There is a painting of a selkie from Irish legend, a pencil on canvas with a wash of color over it.

While not having quite finished what she considers to be her career crown jewel—Ukiah Valley-Past, Present & Future—she has completed 26 of the 30 panels on West Church Street and plans to finish the project by the end of the summer.

Her desire to do this monumental undertaking goes back to her background in art history, her love of history.

As a highly skilled artist with a great deal of training, she has the ability to leap into a project without having to predict where it is ultimately going.

“I just know I will be able to roll with it and make it work.”

The large wall with vertical crack separations on West Church Street was an incredible opportunity for her to create the series of large murals and portraitures with which she is so adept.

“The idea that it would be separate scenes leapt into my mind; however, at the time, I didn’t know what the scenes would be. Knowing it was a public mural also made it very appealing.”

The plan for the paneled paintings was spearheaded by locals who wanted more murals in town. Working with Arts Council of Mendocino Council, the group received local donations and a matching grant from California for art for underserved communities and the bids went out.

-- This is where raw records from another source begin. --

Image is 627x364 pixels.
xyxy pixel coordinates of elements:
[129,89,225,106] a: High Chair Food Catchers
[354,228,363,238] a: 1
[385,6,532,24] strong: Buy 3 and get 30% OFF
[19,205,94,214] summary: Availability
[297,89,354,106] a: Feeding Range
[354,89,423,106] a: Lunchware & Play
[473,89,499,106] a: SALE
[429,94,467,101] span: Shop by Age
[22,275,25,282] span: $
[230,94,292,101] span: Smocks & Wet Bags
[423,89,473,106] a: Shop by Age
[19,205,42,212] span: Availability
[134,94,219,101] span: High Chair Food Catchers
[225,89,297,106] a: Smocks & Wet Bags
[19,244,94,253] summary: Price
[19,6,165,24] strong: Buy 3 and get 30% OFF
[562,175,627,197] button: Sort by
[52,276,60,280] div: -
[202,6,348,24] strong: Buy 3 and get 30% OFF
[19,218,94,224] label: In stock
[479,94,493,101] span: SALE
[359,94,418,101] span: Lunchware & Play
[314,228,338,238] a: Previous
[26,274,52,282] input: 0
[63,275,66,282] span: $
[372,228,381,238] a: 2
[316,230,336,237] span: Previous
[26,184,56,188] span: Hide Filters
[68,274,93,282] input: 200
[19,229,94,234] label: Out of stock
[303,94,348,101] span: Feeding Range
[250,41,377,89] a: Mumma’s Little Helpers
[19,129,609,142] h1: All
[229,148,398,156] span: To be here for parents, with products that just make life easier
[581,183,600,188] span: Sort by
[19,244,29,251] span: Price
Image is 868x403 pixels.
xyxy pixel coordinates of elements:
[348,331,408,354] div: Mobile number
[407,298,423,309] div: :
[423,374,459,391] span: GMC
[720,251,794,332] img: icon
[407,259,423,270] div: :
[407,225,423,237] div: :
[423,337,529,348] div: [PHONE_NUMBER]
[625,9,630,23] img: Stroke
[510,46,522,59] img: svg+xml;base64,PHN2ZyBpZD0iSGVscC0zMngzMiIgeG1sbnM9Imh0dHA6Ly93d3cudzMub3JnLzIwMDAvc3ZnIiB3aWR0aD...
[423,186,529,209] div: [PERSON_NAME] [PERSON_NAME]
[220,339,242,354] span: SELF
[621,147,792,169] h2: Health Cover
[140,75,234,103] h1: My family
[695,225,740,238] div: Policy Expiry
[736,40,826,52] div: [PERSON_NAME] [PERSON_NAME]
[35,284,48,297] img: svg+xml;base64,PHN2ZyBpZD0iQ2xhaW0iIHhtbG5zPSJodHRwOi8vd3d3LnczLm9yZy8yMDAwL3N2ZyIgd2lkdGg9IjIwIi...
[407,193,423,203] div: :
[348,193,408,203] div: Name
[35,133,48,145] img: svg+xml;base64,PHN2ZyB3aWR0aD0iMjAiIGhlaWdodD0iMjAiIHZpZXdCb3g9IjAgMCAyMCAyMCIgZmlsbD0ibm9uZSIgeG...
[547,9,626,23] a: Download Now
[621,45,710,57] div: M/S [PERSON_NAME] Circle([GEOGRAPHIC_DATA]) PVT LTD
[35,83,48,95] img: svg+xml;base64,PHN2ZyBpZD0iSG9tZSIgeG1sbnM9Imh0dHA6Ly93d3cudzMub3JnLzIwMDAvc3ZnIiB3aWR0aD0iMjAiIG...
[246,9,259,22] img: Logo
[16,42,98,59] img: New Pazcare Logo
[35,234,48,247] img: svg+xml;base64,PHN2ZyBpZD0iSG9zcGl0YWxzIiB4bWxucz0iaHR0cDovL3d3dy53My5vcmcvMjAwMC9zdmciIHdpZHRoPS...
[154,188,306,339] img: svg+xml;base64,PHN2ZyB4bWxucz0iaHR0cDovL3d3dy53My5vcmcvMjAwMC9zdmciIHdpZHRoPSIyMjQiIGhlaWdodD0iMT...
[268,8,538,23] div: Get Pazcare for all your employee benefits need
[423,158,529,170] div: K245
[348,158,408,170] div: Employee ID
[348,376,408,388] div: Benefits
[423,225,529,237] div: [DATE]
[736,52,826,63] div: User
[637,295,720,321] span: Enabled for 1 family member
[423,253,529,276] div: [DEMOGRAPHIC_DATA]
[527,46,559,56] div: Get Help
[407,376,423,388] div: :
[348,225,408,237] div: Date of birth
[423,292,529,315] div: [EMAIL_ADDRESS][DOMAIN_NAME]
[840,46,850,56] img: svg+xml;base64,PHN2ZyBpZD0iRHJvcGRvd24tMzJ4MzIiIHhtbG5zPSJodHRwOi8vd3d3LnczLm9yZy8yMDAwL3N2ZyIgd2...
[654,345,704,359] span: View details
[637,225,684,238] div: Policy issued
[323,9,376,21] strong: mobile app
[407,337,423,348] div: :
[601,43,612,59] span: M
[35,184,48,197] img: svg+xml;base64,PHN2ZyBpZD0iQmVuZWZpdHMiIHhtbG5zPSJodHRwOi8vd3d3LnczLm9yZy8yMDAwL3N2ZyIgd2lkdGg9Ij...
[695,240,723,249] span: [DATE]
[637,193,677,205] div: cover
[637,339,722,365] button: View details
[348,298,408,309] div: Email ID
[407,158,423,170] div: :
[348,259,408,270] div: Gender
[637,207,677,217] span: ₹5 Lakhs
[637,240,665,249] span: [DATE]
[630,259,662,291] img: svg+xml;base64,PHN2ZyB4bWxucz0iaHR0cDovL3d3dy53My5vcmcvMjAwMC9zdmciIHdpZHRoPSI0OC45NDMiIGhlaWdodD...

Artists submitted ideas, past works and resumes and the two finalists were required to submit sketches.

“That was tons of work because I had to figure out what I was going to put in all the 30 panels.”

After power washing the walls and applying primer, she uses high quality house paint, all of which has been donated by Kelly-Moore Paints of Ukiah.

“House paint is opaque, so it lends itself to what I had already been developing in my style. I love cut areas of color, firm, clear good lines—no messiness, no bleeding, not a bunch of rough brush strokes.

“In a way it’s like Hindu art or Chinese etchings with curvilinear lines and patterns; it’s a balance between patterning and realism.”

She has recently coined the term for what she does as ornamental realism.

In order to mitigate the damage of vandalism, she rolls on a clear product, four coats deep, creating a physical barrier.

“I am so grateful that people have respected the art; the community deserves credit for that,” she says.

The most recent iteration of the panels is the production of 30 banners hung in the Pear Tree Shopping Center. Her son Adrian Sinnott and James Foy took photos of all 30 panels (including the four incomplete ones) and through a collaboration of the Greater Ukiah Business and Tourism Alliance, the Pear Tree Shopping Center, Arts Council of Mendocino County, Mo Mulheren and Sinnott, the murals were photographed, photoshopped, printed onto banners and hung in the shopping center.

“I think it might be fun for people to do a pleasure/treasure hunt in the parking lot to see who they can recognize—who is who in the banners.”

It has, of course, been rewarding artistically for Sinnott but she could not have predicted the joy she has received from interacting with the public on a regular basis while working on the murals.

“I’m portraying living people for everyone; it’s a project for us but also about us and it’s so satisfying to do portraits of people who are alive; they can see themselves and point out their images to friends and family. It’s so cool.”

She realizes that although she cannot right wrongs perpetrated throughout time, she can help shed light on them through her art.

“The Native genocide cannot be covered up; it has to be in there.”

The last four panels—Innovation, Service, Remembrance, Our Future Together—are half-way completed. Her plans for the final panel  will portray children of the future with an ideal city in the background and the sun’s rays proclaiming: equality, tradition, vision, honesty, compassion, respect, peace and freedom.

“These are the values we will need to embrace to get to our beautiful future,” she says.